Migration is capable but gated: the URL/path rewriting that makes a cross-host restore work lives in the paid Migrator add-on (part of Premium). Restore to a new host without it and you'll be hand-editing wp-config.php and running search-replace yourself. For a single static brochure site this is fine; for anything you migrate regularly it's friction.

Verdict: the cheapest viable option and entirely adequate for straightforward "roll the whole site back to last night" recovery. It loses ground precisely on the messy partial-recovery scenarios where you need to keep some new content and discard the rest.

BlogVault

BlogVault is built around the assumption that the restore is the product.
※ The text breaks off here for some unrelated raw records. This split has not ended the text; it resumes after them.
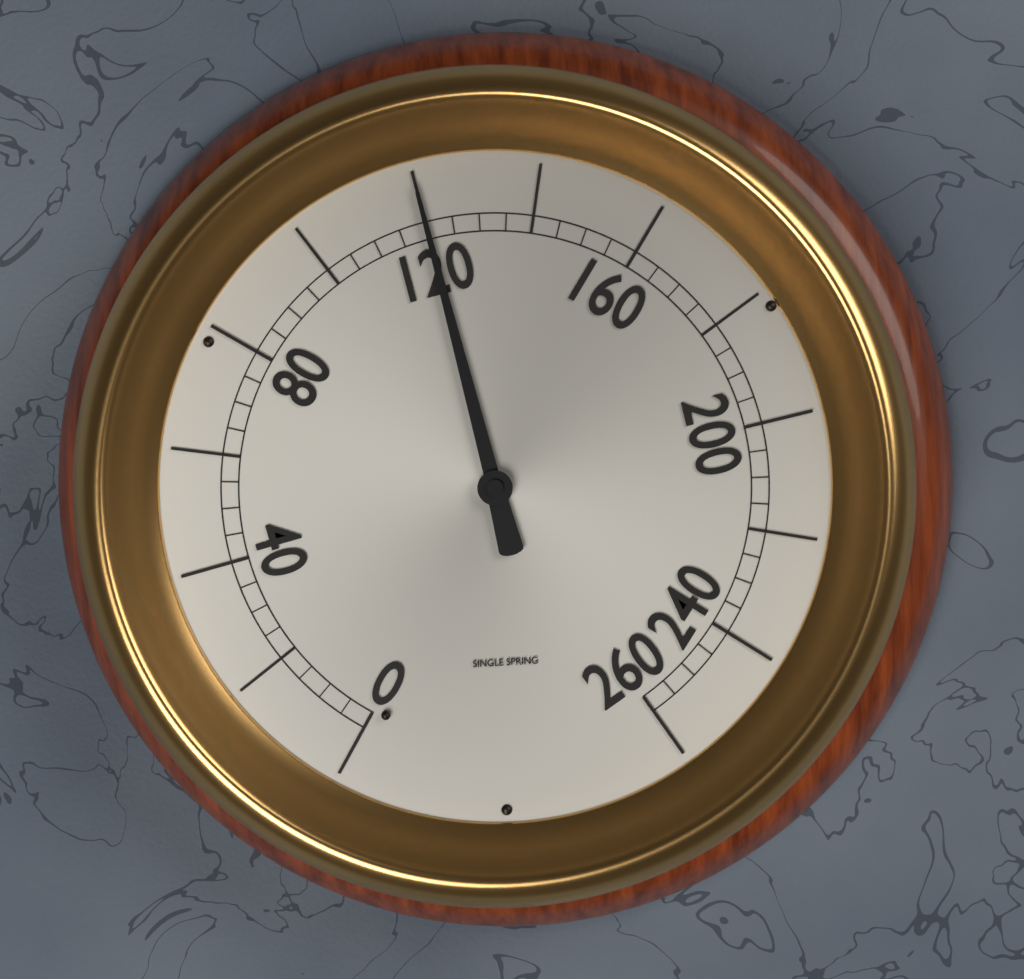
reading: 120 (no unit)
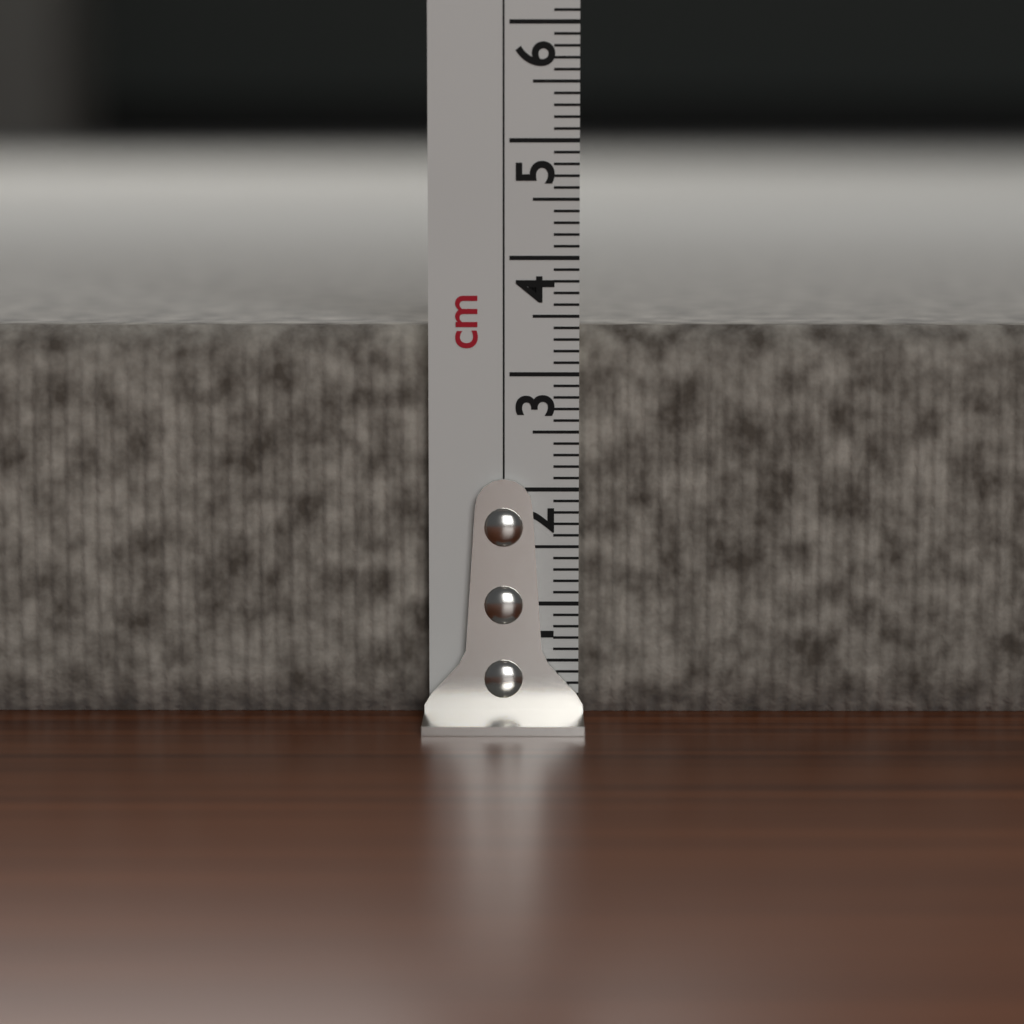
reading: 3.4 cm
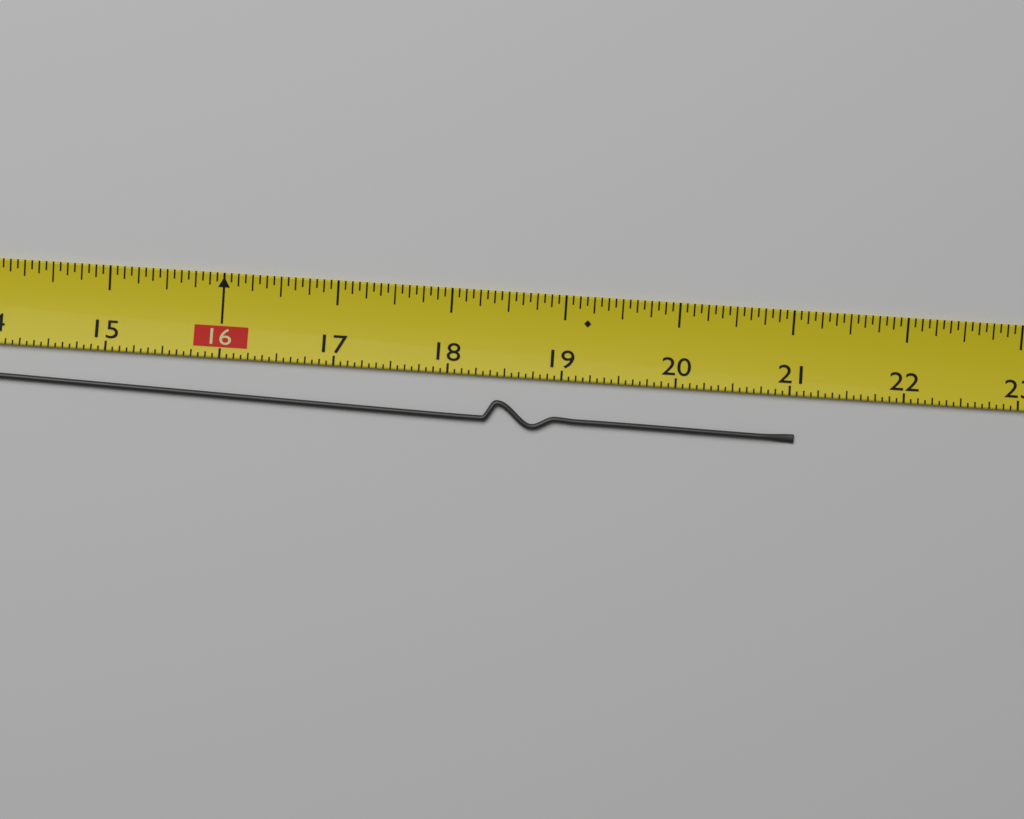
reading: 21.0625 (no unit)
Backups are stored on BlogVault's own infrastructure, which gives it strong storage independence by default — and crucially, that storage survives a host termination because it was never on your host to begin with.

Its standout strength is granularity. The restore interface supports selective recovery — bringing back specific content or specific tables without overwriting the rest of the site — which directly solves the "deleted category, but keep the two days of new posts" problem that defeats snapshot-only tools. Because backups run incrementally and processing happens on BlogVault's servers rather than your host, large-site restores don't choke on PHP timeouts the way self-hosted restores sometimes do.

Migration is a first-class, built-in feature: it detects the destination's database credentials and rewrites URLs and paths (serialization-aware) automatically, typically succeeding on the first attempt with no add-on purchase. This is the area where the gap over free UpdraftPlus is most visible.

Verdict: the most reliable restore experience of the three for sites where downtime is expensive and the budget exists. If "get it back, intact, fast, even mid-disaster" is the priority over plugin cost, this is the pick.

Jetpack VaultPress Backup

VaultPress Backup (now delivered through Jetpack) competes most directly with BlogVault and wins outright on one mechanism: restore-point precision. Its real-time backup logs every change as it happens, so you can select a restore point with near-second precision — including a point that sits between two events, such as after the last legitimate edit but before a malware injection or a bad auto-update. For a compromised site where you need to rewind past the infection without losing the clean content immediately preceding it, this is the strongest tool of the three.

Backups live on Automattic's infrastructure, giving solid storage independence that survives a host termination. Granularity is good — the incremental model supports targeted restores — though the UI for surgically selecting exactly which content to bring back is less refined than BlogVault's, and the trickiest partial recoveries can still need a manual step.

The notable string attached is the ecosystem: it expects Jetpack installed, and a cross-host restore wants Jetpack on the destination too. If you already run Jetpack, this is seamless; if you don't, it's a buy-in to weigh.

Verdict: the best choice when restore-point precision is the deciding factor — high-frequency publishing or security-incident recovery — provided you're comfortable in the Jetpack ecosystem.

Choosing, and the caveat that outranks all of them

Mapped to the mechanisms: BlogVault leads on granularity and migration, VaultPress Backup leads on restore-point precision, and UpdraftPlus leads on cost while remaining genuinely fine for simple full-site rollbacks. Pick by your dominant failure mode: tight budget and simple sites, UpdraftPlus; complex content you can't afford to clobber, BlogVault; security incidents and rapid-fire publishing, VaultPress.

One aside on adjacent tools: migration-only utilities like Duplicator are excellent at moving a site but aren't scheduled offsite backup solutions — don't mistake a migration tool for a recovery plan.

And the caveat that beats every ranking above: a backup you've never restored is a hypothesis, not a safety net. The biggest real-world failure is misconfigured backups that silently never ran or can't complete, leaving nothing to restore when it counts. Whichever plugin you choose, run the full backup-and-restore cycle once — ideally onto a throwaway staging install — before the first emergency forces you to discover the gap. The plugin that restores reliably is the one you've actually watched restore.